You know when you're just casually walking down the street and suddenly your underwear is on fire (no, literally, on fire)? Well, you needn't worry anymore: Fire-resistant underwear made of (fake) spider silk is possibly on the cards, although in all seriousness, it's probably soldiers who'll get to use it. One company in Michigan has come one step closer to engineering spider silk–based fiber that is strong, flexible — and won't burn.

Two days ago, Kraig Biocraft Laboratories announced that it had managed to double its production of Monster Silk — a type of genetically engineered fibrous material —becoming twice its original size, a "major milestone in the Company's spider silk commercialization process." What this means for us, in the non-fake-spider-silk-making world? A cool new material that could be made into buyable underwear as soon as next year, CBS reports.

Spider silk in nature has truly unique properties. If you think about a spider’s web, it’s designed by nature to intercept an airborne missile: a fly or another flying insect,” Kraig Biocraft Laboratories CEO Kim Thompson told Live Science. "If you do the mathematical calculations, the weight of the fly, its speed, and the size of the individual fiber you capture it in, the strength-to-weight ratio is off the scale."

The way Kraig Labs make the faux spider silk is like something out of sci-fi film just waiting to go wrong. They take the DNA sequence from a spider, and then insert this into a silkworm's chromosomes. This basically makes the silkworm produce a fiber that's identical to the spider's silk. Even cooler? To play with the fiber's properties, like its strength and flexibility, they just casually change the DNA sequence. “Our production system is the only commercially viable technology for producing spider silk,” Thompson told Wired.

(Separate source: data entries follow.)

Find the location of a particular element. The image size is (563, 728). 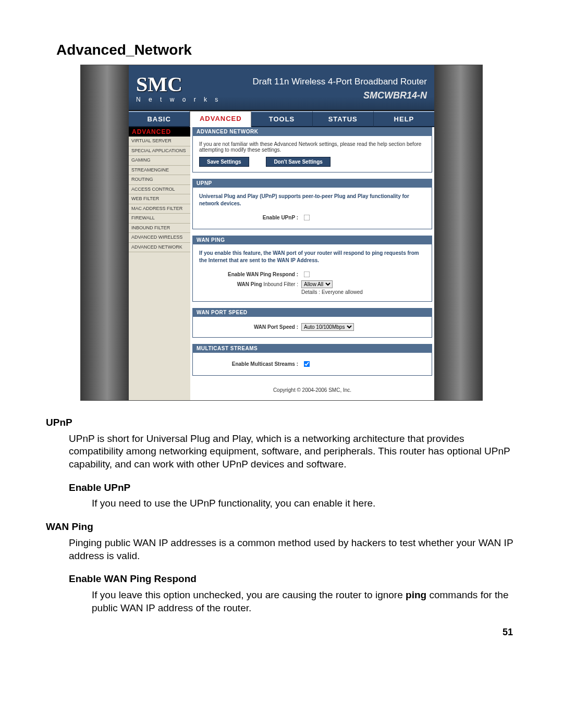

wanping-filter-select: Allow All is located at coordinates (317, 285).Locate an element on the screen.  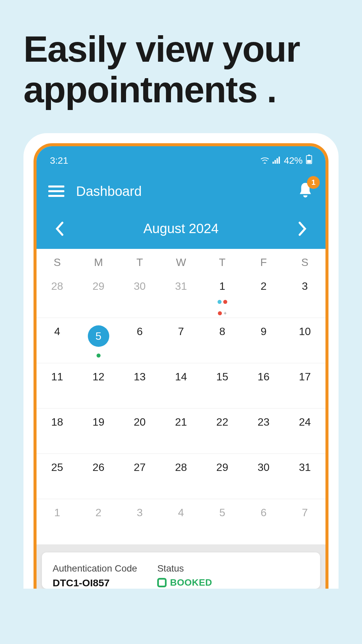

China Photos/Getty Images News/Getty Images

And the fake silk really does have some pretty incredible properties. It's stronger, lighter, and more durable than the fiber used in almost all other fabrics; it's also resistant to small particles and doesn't melt onto skin — a huge bonus, Wired points out, especially for those in the army. (Yah, all right, potentially not so useful for those of us outside of war zones — but I could do with some durable knickers, regardless).

If spider-silk soldier clothes don't work out, though, there's always the possibility of fish-scale armor. It's currently being developed at MIT (of course), using 3-D printing. Not so good for the undies, though.